Gaithersburg woman, 108, votes in her 22nd presidential election
Geneva Garner remembers when women weren't allowed to vote and says voting is part of being American'
Born when William McKinley was in the White House, Geneva Garner rolled up to her 22nd presidential election like a pro at Asbury Methodist Village in Gaithersburg.
As her granddaughter-in-law Joanne Evans read her a sample ballot, Garner, 108, told her to pick Republicans — as she has her entire life — and against the slots referendum.
But the lifelong Republican was there first and foremost to cast her vote for president.
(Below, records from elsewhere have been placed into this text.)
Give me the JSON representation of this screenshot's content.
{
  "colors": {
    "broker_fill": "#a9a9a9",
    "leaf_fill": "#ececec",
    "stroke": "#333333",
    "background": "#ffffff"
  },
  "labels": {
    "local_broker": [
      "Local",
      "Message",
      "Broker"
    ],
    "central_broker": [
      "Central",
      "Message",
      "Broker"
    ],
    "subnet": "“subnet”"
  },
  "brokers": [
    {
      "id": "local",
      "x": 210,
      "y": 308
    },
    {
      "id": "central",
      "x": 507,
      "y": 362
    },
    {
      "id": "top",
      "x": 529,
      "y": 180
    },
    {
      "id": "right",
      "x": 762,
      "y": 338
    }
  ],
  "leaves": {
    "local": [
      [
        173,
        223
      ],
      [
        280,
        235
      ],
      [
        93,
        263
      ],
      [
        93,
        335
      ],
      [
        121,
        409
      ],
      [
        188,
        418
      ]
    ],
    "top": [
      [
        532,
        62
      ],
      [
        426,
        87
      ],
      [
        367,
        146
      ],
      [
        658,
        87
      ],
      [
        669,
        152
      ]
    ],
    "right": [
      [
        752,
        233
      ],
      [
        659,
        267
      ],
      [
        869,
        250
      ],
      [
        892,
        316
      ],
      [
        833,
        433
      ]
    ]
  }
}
The historical significance of this election — with a black man and a woman on the tickets — and the buzz it generated will place it among the country's most dramatic, she said.
Though she predicted victory for Sen. Barack Obama (D-Ill.), in part because of his ability to mobilize young voters, she just couldn't get herself to buy into either Obama or Sen. John McCain (R-Ariz.). So the 20-year Asbury resident — who moved to Annapolis in the 1920s and worked as a teacher — broke from the Republican ranks for the first time to vote for Ralph Nader.
"Oh no, I don't expect him to win. It's just on principle. … It's a protest vote," she said. "[Obama and McCain] are good businessmen and I think they're both smart," Garner said. "But they don't have the extra intelligence that some of our great presidents had. There are so many great people in our country, why can't we find some of them?"
Her indifference for the two major candidates did nothing to dim her energy and passion for democracy, a commitment forged in her childhood in Terra Haute, Ind., where her father pushed his children into political awareness.
Teddy Roosevelt's fiery speeches are still clear in her mind. Her memory has grown cloudy, and she cannot remember her first vote. (That would be for Calvin Coolidge in 1924.) She surely didn't vote for Franklin Delano Roosevelt — though she put him on her list of great presidents alongside Teddy Roosevelt, Woodrow Wilson and Dwight D. Eisenhower.
"Of course our first presidents, just remarkable what we got, George Washington, [Thomas] Jefferson, such a miracle that we had such wonderful men to make our Constitution," she said. "I wouldn't think we could dig up as many fine people with the education and the character today than we had at the beginning of our country."
One memory will never grow dim: the unbridled joy of Aug. 26, 1920, when the 19th amendment gave women the right to vote. She might not have followed through on the giddy plans she and a friend made to run for office, but she hasn't missed a presidential election since, and she wasn't about to miss her 22nd — her wheelchair and the touch-screen computer be damned.
And 80 years on, voting hasn't lost its thrill, or the pride it gives her.
"I feel it's a great privilege to be voting," Garner said. "It's part of being American."